Asia Financial Firms Explore Robotic Process Automation
Institutions can cut costs by 30 to 60 percent.
In a report, IDC Financial Insights, which assists financial services and technology companies, found that institutions using RPA are able to reduce turnaround time to complete a process by between 50 and 90 percent.
Michael Araneta, associate vice president of IDC Financial Insights for APAC, said in a statement that many other financial services institutions are at the pilot stage. “We expect continued growth in the next two to three years as more institutions appreciate the overall quick-to-realize benefits, more user cases are presented in the market, and better and advanced product propositions are made available by RPA vendors,” he added.
IDC recently published its report, “Robotic Process Automation in Asia/Pacific Financial Services: Key Learnings from 10 Early Adopters,” which highlights the success that several financial institutions in APAC excluding Japan have had in adopting RPA initiatives.
It also covers the early assessment of the benefits and drawbacks of RPA that banking and financial services institutions need to consider before deploying RPA.
The 10 financial services institutions included in the report are ANZ Bank, DBS Bank, OCBC Bank, UOB, ICICI Bank, ICICI Lombard, Prudential Life Assurance, CIMB Bank, Axis Bank and one of the top four Thai banks.
Based on IDC research, institutions can recover their initial RPA investment in 10 months to two years.
Sneha Kapoor, senior research manager at IDC Asia Pacific, tells WatersTechnology that RPA, especially in the first stages, is best deployed in business processes that are standardized, rules-based and high-volume, and could be used for proofs-of-concepts.
“In the short term, the focus should be on delivering efficiency and accuracy in operations rather than on creating and customizing products. Trying to automate anything and everything initially can lead to failed developments,” she says.

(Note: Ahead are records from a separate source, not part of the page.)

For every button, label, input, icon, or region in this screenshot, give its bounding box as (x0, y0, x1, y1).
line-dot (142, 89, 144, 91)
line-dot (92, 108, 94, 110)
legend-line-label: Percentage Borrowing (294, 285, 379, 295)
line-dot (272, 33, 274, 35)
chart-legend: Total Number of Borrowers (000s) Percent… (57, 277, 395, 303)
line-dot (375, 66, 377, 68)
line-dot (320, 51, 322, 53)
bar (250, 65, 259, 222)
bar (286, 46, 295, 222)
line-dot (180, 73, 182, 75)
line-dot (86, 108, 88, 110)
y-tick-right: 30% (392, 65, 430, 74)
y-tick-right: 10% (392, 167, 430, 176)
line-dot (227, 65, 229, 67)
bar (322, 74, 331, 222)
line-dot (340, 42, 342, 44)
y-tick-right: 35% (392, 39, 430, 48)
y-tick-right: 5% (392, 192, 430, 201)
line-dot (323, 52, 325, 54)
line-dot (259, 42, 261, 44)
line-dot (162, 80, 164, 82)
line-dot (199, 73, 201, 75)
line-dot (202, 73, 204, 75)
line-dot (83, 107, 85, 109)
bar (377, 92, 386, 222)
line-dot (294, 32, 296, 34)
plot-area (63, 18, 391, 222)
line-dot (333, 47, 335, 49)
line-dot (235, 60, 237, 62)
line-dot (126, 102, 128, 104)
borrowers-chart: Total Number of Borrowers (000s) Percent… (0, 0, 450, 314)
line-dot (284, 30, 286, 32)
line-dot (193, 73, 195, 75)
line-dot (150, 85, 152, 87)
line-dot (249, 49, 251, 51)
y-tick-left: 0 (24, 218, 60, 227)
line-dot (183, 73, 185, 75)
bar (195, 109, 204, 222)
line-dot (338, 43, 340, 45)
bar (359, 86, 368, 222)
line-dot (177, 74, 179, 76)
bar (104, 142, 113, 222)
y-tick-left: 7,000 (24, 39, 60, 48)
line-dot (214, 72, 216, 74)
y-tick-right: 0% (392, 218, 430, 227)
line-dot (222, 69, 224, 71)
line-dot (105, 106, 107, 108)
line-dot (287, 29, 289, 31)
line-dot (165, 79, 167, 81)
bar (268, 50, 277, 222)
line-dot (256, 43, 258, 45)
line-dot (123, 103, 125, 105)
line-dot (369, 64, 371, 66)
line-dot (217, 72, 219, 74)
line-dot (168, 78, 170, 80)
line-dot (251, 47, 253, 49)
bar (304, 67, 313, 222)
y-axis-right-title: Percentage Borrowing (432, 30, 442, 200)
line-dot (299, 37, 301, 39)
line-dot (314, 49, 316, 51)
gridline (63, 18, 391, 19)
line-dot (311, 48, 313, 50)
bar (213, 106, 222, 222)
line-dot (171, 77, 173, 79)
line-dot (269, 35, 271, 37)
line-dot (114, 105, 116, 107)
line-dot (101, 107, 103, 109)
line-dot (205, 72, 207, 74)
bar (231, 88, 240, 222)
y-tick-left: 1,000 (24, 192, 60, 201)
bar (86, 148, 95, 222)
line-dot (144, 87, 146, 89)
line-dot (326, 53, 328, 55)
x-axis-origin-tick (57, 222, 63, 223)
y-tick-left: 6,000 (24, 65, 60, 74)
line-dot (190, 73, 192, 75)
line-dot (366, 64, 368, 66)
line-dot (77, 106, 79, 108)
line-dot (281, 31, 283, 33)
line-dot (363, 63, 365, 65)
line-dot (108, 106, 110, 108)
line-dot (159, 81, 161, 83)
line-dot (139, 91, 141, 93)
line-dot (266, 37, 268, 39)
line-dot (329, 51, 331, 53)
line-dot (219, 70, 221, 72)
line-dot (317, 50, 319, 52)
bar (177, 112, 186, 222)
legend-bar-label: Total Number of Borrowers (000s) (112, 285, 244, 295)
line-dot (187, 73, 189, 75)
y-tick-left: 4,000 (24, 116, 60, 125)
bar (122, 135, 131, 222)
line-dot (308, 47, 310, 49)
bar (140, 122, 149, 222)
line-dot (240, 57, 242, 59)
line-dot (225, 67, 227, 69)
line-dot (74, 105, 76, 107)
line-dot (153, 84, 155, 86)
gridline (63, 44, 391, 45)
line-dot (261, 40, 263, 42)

One of the primary limitations of RPA is the failure to identify relevant processes to automate. Only a few processes can be automated in their present state—most have to be redesigned to make them suitable for automation.

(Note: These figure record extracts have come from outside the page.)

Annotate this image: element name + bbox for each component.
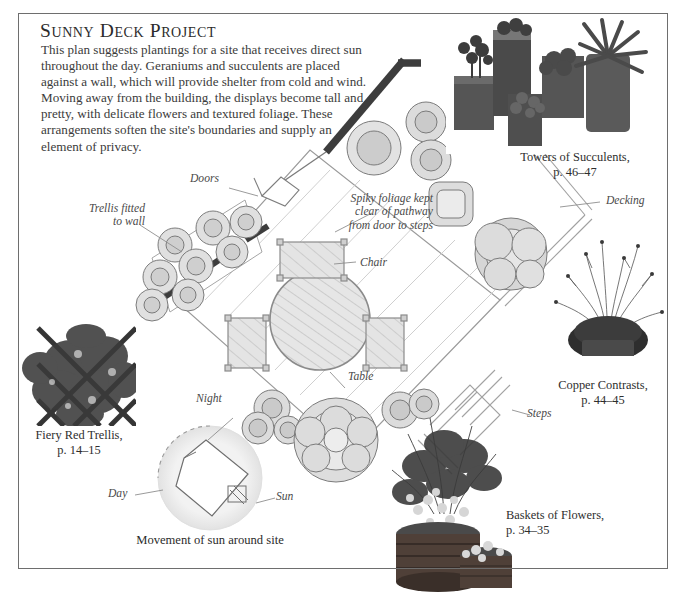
annotation-sun: Sun [276,490,293,503]
annotation-steps: Steps [527,407,551,420]
annotation-night: Night [196,392,222,405]
caption-title: Towers of Succulents, [495,150,655,165]
book-page: Sunny Deck Project This plan suggests pl… [0,0,685,601]
page-title: Sunny Deck Project [40,20,400,42]
annotation-trellis-fitted-to-wall: Trellis fitted to wall [45,202,145,229]
caption-pages: p. 34–35 [506,523,666,538]
sun-diagram-caption: Movement of sun around site [110,533,310,548]
annotation-spiky-foliage: Spiky foliage kept clear of pathway from… [325,192,433,232]
caption-baskets-of-flowers: Baskets of Flowers, p. 34–35 [506,508,666,537]
intro-paragraph: This plan suggests plantings for a site … [41,42,371,155]
caption-title: Copper Contrasts, [528,378,678,393]
annotation-doors: Doors [190,172,219,185]
annotation-chair: Chair [360,256,387,269]
annotation-table: Table [348,370,373,383]
caption-towers-of-succulents: Towers of Succulents, p. 46–47 [495,150,655,179]
caption-title: Fiery Red Trellis, [14,428,144,443]
caption-pages: p. 46–47 [495,165,655,180]
caption-copper-contrasts: Copper Contrasts, p. 44–45 [528,378,678,407]
annotation-decking: Decking [606,194,645,207]
caption-pages: p. 44–45 [528,393,678,408]
annotation-day: Day [108,487,127,500]
caption-pages: p. 14–15 [14,443,144,458]
caption-fiery-red-trellis: Fiery Red Trellis, p. 14–15 [14,428,144,457]
caption-title: Baskets of Flowers, [506,508,666,523]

Also, network and server latency can become critical bottlenecks for institutions building a virtual workforce.
Another point to note is that with automation, institutions run the risk of losing the knowledge required to perform a process or task. This is particularly true in the case of unplanned events, where manual intervention might be required for business continuity, Kapoor adds.

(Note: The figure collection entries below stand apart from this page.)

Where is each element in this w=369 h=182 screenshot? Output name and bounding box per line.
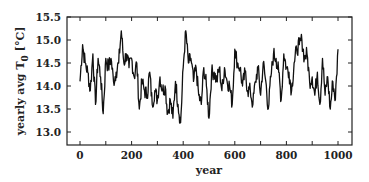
x-axis: 02004006008001000 [76, 17, 352, 161]
x-tick-label: 200 [121, 149, 143, 161]
plot-area [80, 31, 338, 123]
data-line-yearly-avg-t0 [80, 31, 338, 123]
y-tick-label: 15.5 [35, 11, 61, 23]
y-axis-title: yearly avg T0 [°C] [14, 27, 30, 137]
x-axis-title: year [195, 164, 223, 177]
y-tick-label: 13.5 [35, 103, 61, 115]
x-tick-label: 400 [172, 149, 194, 161]
y-tick-label: 15.0 [35, 34, 61, 46]
y-tick-label: 14.0 [35, 80, 61, 92]
x-tick-label: 1000 [323, 149, 352, 161]
x-tick-label: 600 [224, 149, 246, 161]
temperature-line-chart: yearly avg T0 [°C] 13.013.514.014.515.01… [0, 0, 369, 182]
x-tick-label: 0 [76, 149, 83, 161]
x-tick-label: 800 [275, 149, 297, 161]
svg-text:yearly avg T0 [°C]: yearly avg T0 [°C] [14, 27, 30, 137]
y-tick-label: 14.5 [35, 57, 61, 69]
y-tick-label: 13.0 [35, 126, 61, 138]
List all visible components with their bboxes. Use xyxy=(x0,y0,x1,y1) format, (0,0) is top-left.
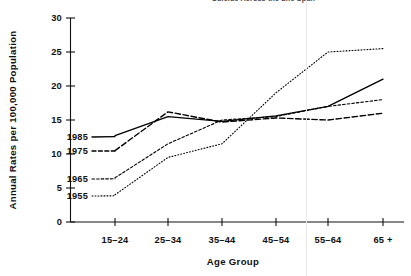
series-labels: 1985 1975 1965 1955 xyxy=(67,132,88,201)
line-chart: 0 5 10 15 20 25 30 Annual Rates per 100,… xyxy=(0,0,411,276)
x-axis-title: Age Group xyxy=(207,256,259,267)
y-tick-label: 10 xyxy=(51,149,62,159)
x-tick-label: 15–24 xyxy=(102,235,129,245)
y-axis-tick-labels: 0 5 10 15 20 25 30 xyxy=(51,13,62,227)
x-tick-label: 35–44 xyxy=(209,235,236,245)
series-group xyxy=(115,49,383,195)
series-line-1985 xyxy=(115,79,383,135)
y-tick-label: 30 xyxy=(51,13,62,23)
y-tick-label: 5 xyxy=(57,183,62,193)
x-axis-tick-labels: 15–24 25–34 35–44 45–54 55–64 65 + xyxy=(102,235,393,245)
x-tick-label: 25–34 xyxy=(155,235,182,245)
x-tick-label: 65 + xyxy=(373,235,393,245)
series-label-1965: 1965 xyxy=(67,174,88,184)
x-tick-label: 55–64 xyxy=(315,235,342,245)
x-tick-label: 45–54 xyxy=(263,235,290,245)
series-label-1985: 1985 xyxy=(67,132,88,142)
label-leader-lines xyxy=(92,137,115,196)
y-tick-label: 20 xyxy=(51,81,62,91)
series-label-1955: 1955 xyxy=(67,191,88,201)
y-tick-label: 25 xyxy=(51,47,62,57)
chart-container: Suicide Across the Life Span 0 5 10 15 2… xyxy=(0,0,411,276)
y-tick-label: 0 xyxy=(57,217,62,227)
series-line-1965 xyxy=(115,100,383,178)
y-axis-title: Annual Rates per 100,000 Population xyxy=(7,31,18,210)
series-line-1975 xyxy=(115,112,383,151)
y-tick-label: 15 xyxy=(51,115,62,125)
series-label-1975: 1975 xyxy=(67,146,88,156)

IDC Financial Insights identified that some of the processes financial institutions in APAC are automating include account management, finance and human resources, transactions, loans, performance reporting and insurance. “Of late, we have seen investments in automating processes like loan processing, mortgage processing, and financial reporting. For instance, it is mostly in policy administration and servicing and claim payment processing,” Kapoor says.
In terms of cognitive RPA, she says this can be in the form of robo-advisors, chatbots, robo claims handlers, and virtual insurance agents that are self-learning and self-adapting, offering intelligent assistance and advisory services.
Using cognitive RPA, financial services institutions can improve the onboarding experience across various channels. It can also speed up the decision-making process, she adds.